Lavish wedding ebbs under luxury ban
A lavish wedding banquet in Taiyuan, North China's Shanxi province, July 1, 2013. [Photo/CFP] |
SHIJIAZHUANG - With no expensive banquet or rituals, Li Yefei and her husband held their wedding ceremony in a meeting room at a cost of 500 yuan (about $81).
Li, 28, a civil servant in North China's Hebei province, put her wedding to bed in just 15 minutes with no firecrackers, wedding planner or banquet for dozens of family members and colleagues.
"This marriage is a novelty and simple. It saved our time and freed others from the obligation of buying things that no one needs," Li said.
The forthcoming week of national holidays has been seen as a perfect time for Chinese young couples to get hitched, but increasingly, or at least for those who work in government, a rather low-profile approach is the order of the day, at least during the national frugality campaign.

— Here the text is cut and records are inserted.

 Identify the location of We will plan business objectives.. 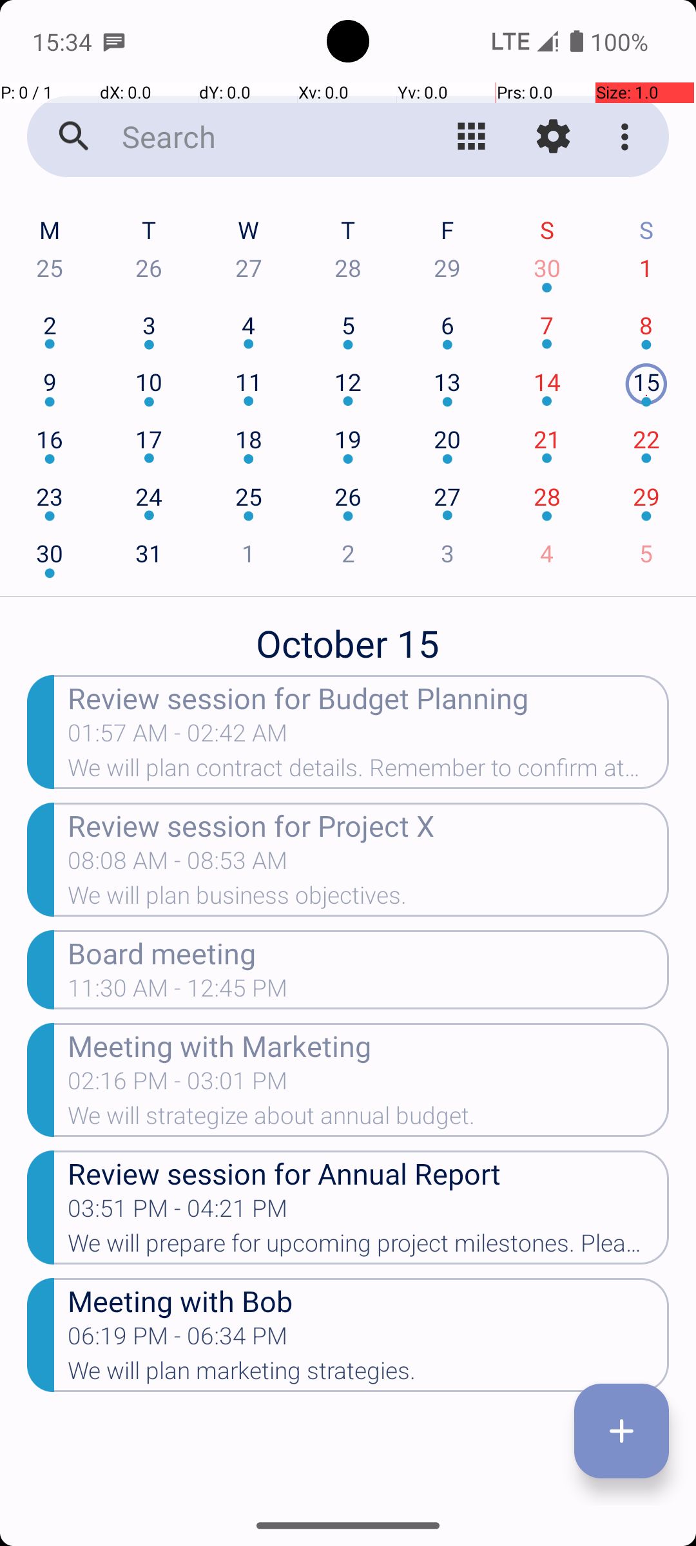
(369, 899).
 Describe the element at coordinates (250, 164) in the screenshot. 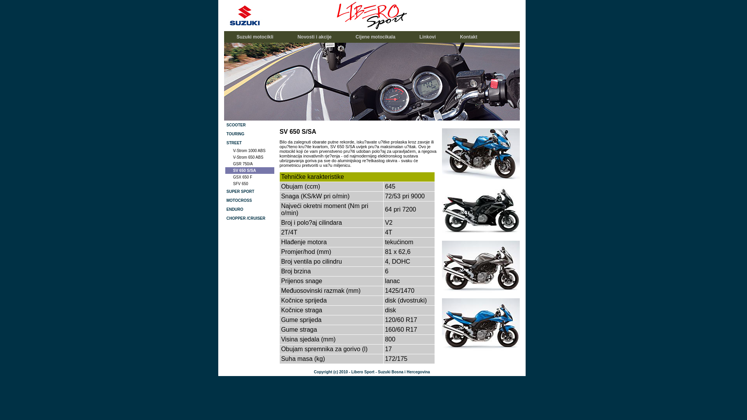

I see `GSR 750/A` at that location.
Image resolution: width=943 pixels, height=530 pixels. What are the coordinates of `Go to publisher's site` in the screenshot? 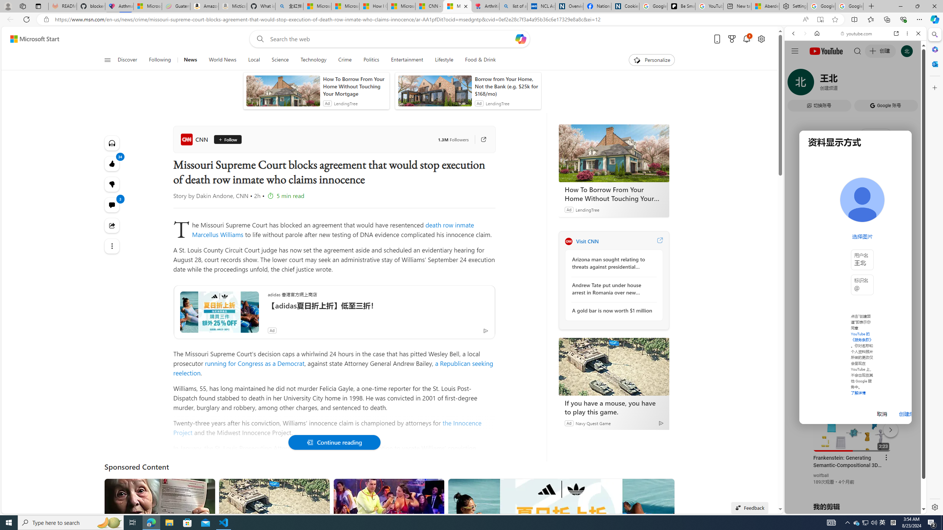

In China, there has been an amazing growth in sectors which didn't even existed twenty years ago and lavish weddings have become almost de rigueur in China.
According to a wedding planning agency, the average cost of a wedding in China is around 100,000 yuan, although the company has handled weddings that have cost a staggering 10 million yuan.
The craze to vie with others with grand ceremonies has become an excuse for superfluous waste and heavy "red envelope" obligations, which have just become another way for bribes to be taken and delivered.
In Shijiazhuang, capital city of Hebei, the cost at wedding banquets has hit 700 million yuan annually, while each cash gift floats from 100 to many thousands, reports said.
Lavish wedding ceremonies funded by officials or coal barons who marrying off their daughters by spending millions or even hundreds of millions have made headlines recently, breeding grumbling discontent among the public.
"We are promoting thrifty wedding ceremonies to put a brake on extravagance and waste," said Xu Zhenke, director of the discipline office in Hebei's civil affairs department.
Disciplinary authorities of the Communist Party of China (CPC) have repeatedly barred officials from inviting subordinates to social events, holding luxury banquets and receiving large cash gifts, or other presents.
Such moves chime with the central government's call for elimination of the four "evil winds" -- formalism, bureaucracy, hedonism and extravagance -- a expansion of the CPC leadership's "eight-point" rules on bureaucratic reform issued late last year.
In July, the CPC head of a poverty stricken township in Hebei was sacked over his daughter's extravagant wedding which cost as much as 200,000 yuan for the wedding banquet and generated 1 million yuan in gifts from others.
A deputy procurator general of Ruicheng county in North China's Shanxi province was fired for hosting a banqueting with over 100 tables over four days and accepting a large sum of money.
Gu Huaipu, head of Hebei provincial civil affairs department, said the wedding should be a solemn testimony of the start of a marriage, which has gradually been converted by "covert" conduct.
The frugality campaign will help the wedding to return to its traditional meaning, according to Gu.